Sterling’s whole presentation was fantastic. I am really glad you captured and shared his reading of the Carl Sandburg piece on video and shared it, those of us sitting toward the back were only listening. Being able to see Bruce deliver this adds more power.
yeah, the guy is all heart and it came through live. his words directly inspired me to work on a non-profit idea on the flight home. i’ll have a wiki up soon describing the concept…
Damn, I wish I would have still been around to see that. Amazing.

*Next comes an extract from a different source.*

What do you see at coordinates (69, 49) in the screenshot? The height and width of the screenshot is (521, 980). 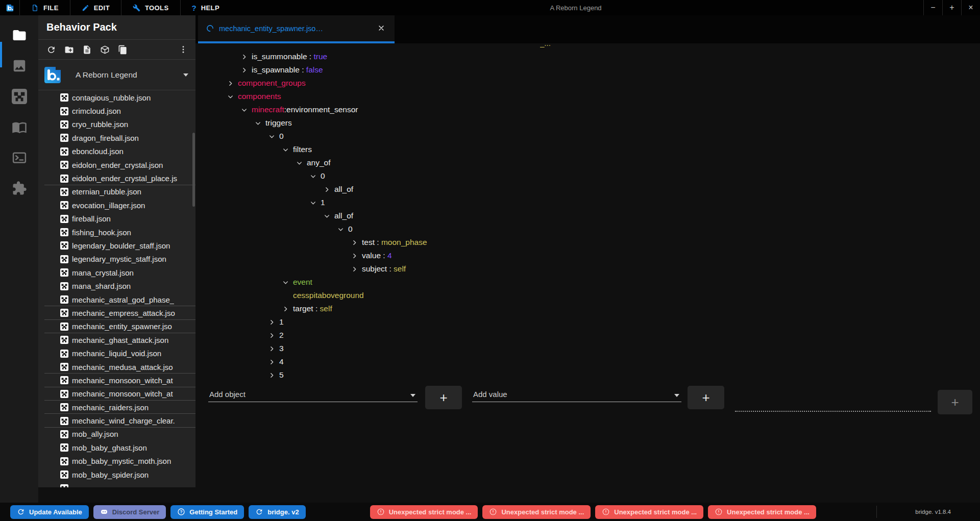 I see `create-folder-button` at bounding box center [69, 49].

Sean, you totally rock. I absolutely love your ‘Last Words’ section here. So inspirational. We all have to produce this. You are so so right. BTW…great new project.
Vive le revolution!
Awesome stuff Sean. More people need to know about Bruce and his perspective. And more than that, more people need to take it to heart.
My favorite recent quote is from Linda Stone at ETech. “Ease of use is not good enough! Your service should improve the quality of life!”
By the way, Sean, it was a pleasure meeting you at SXSW. Keep in touch brother!
@tara: thanks for the words of support. it was great meeting up with you in person; knowing that there are like-minded folk out there in the ether keeps my tank fueled. keep on keeping on.
@beach: i tried to catch you at the yahoo! party, but when i heard where it was, i decided to stay away. that place smelled worse than a locker room the night before! ;) it was a pleasure… you stay in touch as well.